Thinkers and Theorists
Cinema of Attractions/Spectatorship
Name that Person
Film Trivia
100

He wrote, "All that is solid melts into air."

Who is Karl Marx?

100

These three cinematic genres are a part of the cinema of attractions.

What are the trick film, the gag film, and chase films.

100

Cinema was seen as part of the magic theatre as practiced by this early filmmaker.

Who is Georges Melies?

100

Nanook of the North (1922) was shot in what country?

What is Canada?


- It was specifically shot in Northern Quebec.

200

Anne Friedberg describes two paradigms of vision that are precursors to cinematic spectatorship, the diorama and this, where the viewer is both immersed and mobile.

What is the panorama?

200

According to Dulac and Gaudreault, optical toys like the Zoetrope are an example of this mode of attraction which is interactive and where the viewer is part of the apparatus.

What is a "player mode of attraction"?

The zoetrope, for its part, demonstrates the tension between two paradigms found within the attractional way in which optical toys function. Here the separation between the material base and the device already indicates, albeit in a very subtle manner, the movement towards a “viewer mode of attraction” as opposed to what we might describe as a “player mode of attraction.”7

MLA (Modern Language Assoc.)
Strauven, Wanda. The Cinema of Attractions Reloaded. Amsterdam University Press, 2006.

APA (American Psychological Assoc.)
Strauven, W. (2006). The Cinema of Attractions Reloaded. Amsterdam: Amsterdam University Press.

200

He was a French banker and philanthropist known for initiating The Archives of the Planet.

Who is Albert Kahn?

200

"I'd imagine the whole world was one big machine. Machines never come with any extra parts, you know. They always come with the exact amount they need. So I figured if the entire world was one big machine, I couldn't be an extra part. I had to be here for some reason. And that means you have to be here for some reason too."

What is Hugo (2011)

300

"Unlike classical narrative cinema, the cinema of attractions encourages "viewers to immerse themselves in the image as a total environment rather than relate to the screen as a window on the world."

Who is Thomas Elsaesser?

300

Who wrote, "Ride films always present their subjects as a cinema-of-novelty display: they transform the landscape into pure spectacle."

Who is, Lauren Rabinovitz?

“From Hale’s Tours to Star Tours: Virtual Voyages, Travel Ride Films and the Delirium of the Hyper-Real.”

300

Marlene Deitrich worked with him on seven films aat Paramount Pictures.

Who is Josef von Sternburg?

300

"Wars are not won by evacuation."

What is Dunkirk (2017)

400

She states, "Cinema provided a virtual mobility for its spectators, producing the illusion of transport to other places and times but did so within the confines of the frame."

Who is Anne Friedburg in the "Urban mobility and cinematic visuality: the screens of Los Angeles - endless cinema or private telematics."

400

This architectural mechanism established control through spatial arrangement, established through scopic control over its inhabitants.

What is a panopticon?

400

"In a world ordered by sexual imbalance, pleasure in looking as been split between active/male and passive/female."

Who is Laura Mulvey?

- Quote from "Visual Pleasure and Narrative Cinema."

400

"When I needed your faith, you withheld it; and now, when I don't need it, and don't deserve it, you give it to me."

What is Shanghai Express (1932)?

500

"The World's Fair provides one of the richest instances of the visual and technological culture that emerged in industrialized countries form the middle of the nineteenth century into the twentieth. Cinema moves within this culture less as its culmination than as a parasite, drawing upon both its forms and its themes..."

Who is Tom Gunning? 

- "The World As Object Lesson: Cinema Audiences, Visual Culture and the St. Louis World's Fair 1904"

500
This person is a city-dweller, who consumes the visual culture of the city from a mobile gaze of the streets - often anonymously as they move through crowds.

Who is a flaneur?

500

She writes about early cinema melodramas  - and how they depict women in public space, outside of the home - women alternately empowered and yet in distress.

Who is Constance Balides?

“Scenarios of Exposure in the Practice of Everyday Life: Women in the Cinema of Attractions”

500

 "Randomness is very difficult to achieve."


Output the records precisely as they stand. Pictures are to be skipped.

#### Material provided ####

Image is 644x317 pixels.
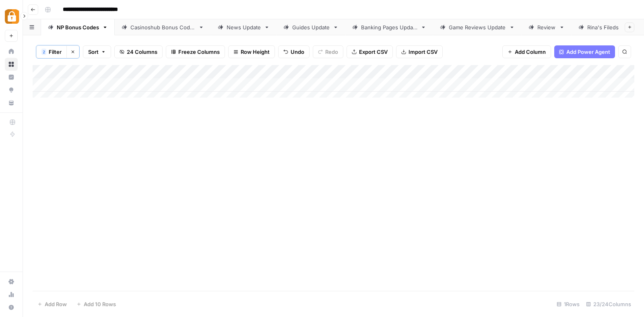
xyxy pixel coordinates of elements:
span: Add Row [44,301,67,308]
button: Add Row [32,298,72,311]
button: Undo [278,45,310,58]
div: 2 [41,49,46,55]
button: Freeze Columns [166,45,225,58]
span: Filter [49,48,62,56]
button: Add Power Agent [554,45,615,58]
button: Redo [313,45,343,58]
div: Casinoshub Bonus Codes [130,23,195,32]
a: Home [5,45,18,58]
a: Opportunities [5,84,18,97]
span: Row Height [240,48,269,56]
div: Game Reviews Update [449,23,506,32]
button: Add 10 Rows [72,298,121,311]
div: NP Bonus Codes [56,23,99,32]
span: Freeze Columns [179,48,220,56]
a: Your Data [5,97,18,109]
span: Add 10 Rows [84,301,116,308]
span: Add Power Agent [566,48,611,56]
a: Browse [5,58,18,71]
a: Review [522,20,571,35]
a: NP Bonus Codes [41,20,115,35]
button: 2Filter [36,45,67,58]
div: Review [537,23,556,32]
a: Banking Pages Update [346,20,433,35]
div: 23/24 Columns [583,298,635,311]
span: Export CSV [359,48,387,56]
button: Row Height [228,45,275,58]
button: Import CSV [396,45,443,58]
span: 24 Columns [127,48,157,56]
span: Add Column [515,48,546,56]
div: 1 Rows [553,298,583,311]
button: 24 Columns [115,45,162,58]
img: Adzz Logo [5,9,20,24]
a: Casinoshub Bonus Codes [115,20,211,35]
span: Redo [325,48,338,56]
span: Undo [291,48,304,56]
button: Help + Support [5,302,18,314]
button: Workspace: Adzz [5,7,18,26]
div: Guides Update [292,23,329,32]
a: Guides Update [276,20,346,35]
a: Insights [5,71,18,84]
a: Settings [5,275,18,288]
button: Add Column [502,45,551,58]
button: Sort [83,45,111,58]
div: Banking Pages Update [361,23,417,32]
button: Export CSV [346,45,393,58]
div: News Update [227,23,261,32]
a: Game Reviews Update [433,20,522,35]
a: Usage [5,288,18,302]
a: News Update [211,20,276,35]
span: 2 [43,49,45,55]
span: Import CSV [409,48,438,56]
span: Sort [88,48,98,56]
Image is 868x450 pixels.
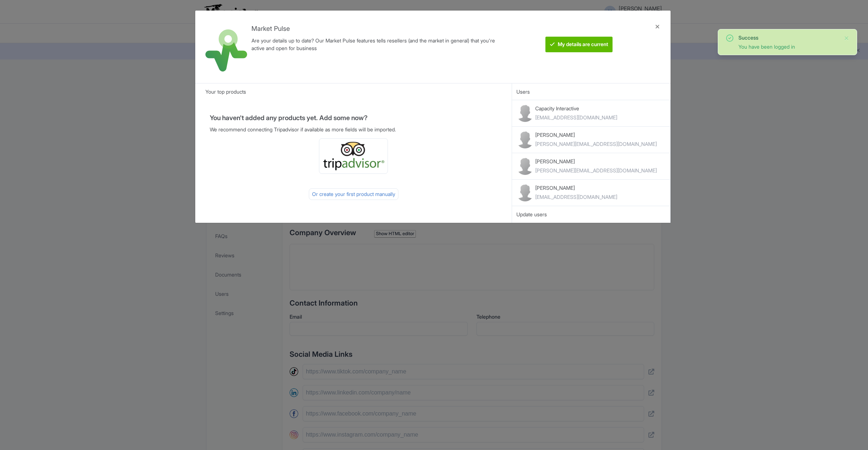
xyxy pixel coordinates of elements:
[535,104,617,112] p: Capacity Interactive
[205,29,247,71] img: market_pulse-1-0a5220b3d29e4a0de46fb7534bebe030.svg
[535,193,617,201] div: [EMAIL_ADDRESS][DOMAIN_NAME]
[516,104,533,122] img: contact-b11cc6e953956a0c50a2f97983291f06.png
[516,184,533,202] img: contact-b11cc6e953956a0c50a2f97983291f06.png
[251,37,509,52] div: Are your details up to date? Our Market Pulse features tells resellers (and the market in general...
[209,114,497,122] h4: You haven't added any products yet. Add some now?
[535,167,657,174] div: [PERSON_NAME][EMAIL_ADDRESS][DOMAIN_NAME]
[739,43,838,51] div: You have been logged in
[512,83,670,100] div: Users
[308,188,398,200] div: Or create your first product manually
[516,131,533,148] img: contact-b11cc6e953956a0c50a2f97983291f06.png
[535,140,657,148] div: [PERSON_NAME][EMAIL_ADDRESS][DOMAIN_NAME]
[844,34,850,43] button: Close
[516,158,533,175] img: contact-b11cc6e953956a0c50a2f97983291f06.png
[209,126,497,133] p: We recommend connecting Tripadvisor if available as more fields will be imported.
[739,34,838,41] div: Success
[251,25,509,32] h4: Market Pulse
[545,37,612,53] btn: My details are current
[535,184,617,192] p: [PERSON_NAME]
[516,210,666,218] div: Update users
[322,141,384,170] img: ta_logo-885a1c64328048f2535e39284ba9d771.png
[535,131,657,138] p: [PERSON_NAME]
[535,114,617,122] div: [EMAIL_ADDRESS][DOMAIN_NAME]
[535,158,657,166] p: [PERSON_NAME]
[196,83,512,100] div: Your top products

####

_Answer to the exercise_
Image is 644x317 pixels.
xyxy pixel coordinates of elements:
span: Add Row [44,301,67,308]
button: Add Row [32,298,72,311]
button: Undo [278,45,310,58]
div: 2 [41,49,46,55]
button: Freeze Columns [166,45,225,58]
span: Filter [49,48,62,56]
button: Add Power Agent [554,45,615,58]
button: Redo [313,45,343,58]
div: Casinoshub Bonus Codes [130,23,195,32]
a: Home [5,45,18,58]
a: Opportunities [5,84,18,97]
span: Row Height [240,48,269,56]
div: Game Reviews Update [449,23,506,32]
button: Add 10 Rows [72,298,121,311]
div: NP Bonus Codes [56,23,99,32]
span: Freeze Columns [179,48,220,56]
a: Your Data [5,97,18,109]
span: Add 10 Rows [84,301,116,308]
span: Add Power Agent [566,48,611,56]
a: Browse [5,58,18,71]
a: Review [522,20,571,35]
a: NP Bonus Codes [41,20,115,35]
button: 2Filter [36,45,67,58]
div: Review [537,23,556,32]
a: Banking Pages Update [346,20,433,35]
div: 23/24 Columns [583,298,635,311]
span: Export CSV [359,48,387,56]
button: Row Height [228,45,275,58]
button: Import CSV [396,45,443,58]
span: 24 Columns [127,48,157,56]
span: Add Column [515,48,546,56]
div: 1 Rows [553,298,583,311]
button: 24 Columns [115,45,162,58]
img: Adzz Logo [5,9,20,24]
a: Casinoshub Bonus Codes [115,20,211,35]
span: Redo [325,48,338,56]
span: Undo [291,48,304,56]
button: Help + Support [5,302,18,314]
button: Workspace: Adzz [5,7,18,26]
div: Guides Update [292,23,329,32]
a: Guides Update [276,20,346,35]
a: Insights [5,71,18,84]
a: Settings [5,275,18,288]
button: Add Column [502,45,551,58]
button: Sort [83,45,111,58]
div: Banking Pages Update [361,23,417,32]
button: Export CSV [346,45,393,58]
div: News Update [227,23,261,32]
a: Game Reviews Update [433,20,522,35]
a: Usage [5,288,18,302]
a: News Update [211,20,276,35]
span: 2 [43,49,45,55]
span: Import CSV [409,48,438,56]
span: Sort [88,48,98,56]
Image is 868x450 pixels.
xyxy pixel coordinates of elements:
[535,104,617,112] p: Capacity Interactive
[205,29,247,71] img: market_pulse-1-0a5220b3d29e4a0de46fb7534bebe030.svg
[535,193,617,201] div: [EMAIL_ADDRESS][DOMAIN_NAME]
[516,104,533,122] img: contact-b11cc6e953956a0c50a2f97983291f06.png
[516,184,533,202] img: contact-b11cc6e953956a0c50a2f97983291f06.png
[251,37,509,52] div: Are your details up to date? Our Market Pulse features tells resellers (and the market in general...
[209,114,497,122] h4: You haven't added any products yet. Add some now?
[535,167,657,174] div: [PERSON_NAME][EMAIL_ADDRESS][DOMAIN_NAME]
[739,43,838,51] div: You have been logged in
[512,83,670,100] div: Users
[308,188,398,200] div: Or create your first product manually
[516,131,533,148] img: contact-b11cc6e953956a0c50a2f97983291f06.png
[535,140,657,148] div: [PERSON_NAME][EMAIL_ADDRESS][DOMAIN_NAME]
[844,34,850,43] button: Close
[516,158,533,175] img: contact-b11cc6e953956a0c50a2f97983291f06.png
[209,126,497,133] p: We recommend connecting Tripadvisor if available as more fields will be imported.
[739,34,838,41] div: Success
[251,25,509,32] h4: Market Pulse
[545,37,612,53] btn: My details are current
[535,184,617,192] p: [PERSON_NAME]
[516,210,666,218] div: Update users
[322,141,384,170] img: ta_logo-885a1c64328048f2535e39284ba9d771.png
[535,131,657,138] p: [PERSON_NAME]
[535,114,617,122] div: [EMAIL_ADDRESS][DOMAIN_NAME]
[535,158,657,166] p: [PERSON_NAME]
[196,83,512,100] div: Your top products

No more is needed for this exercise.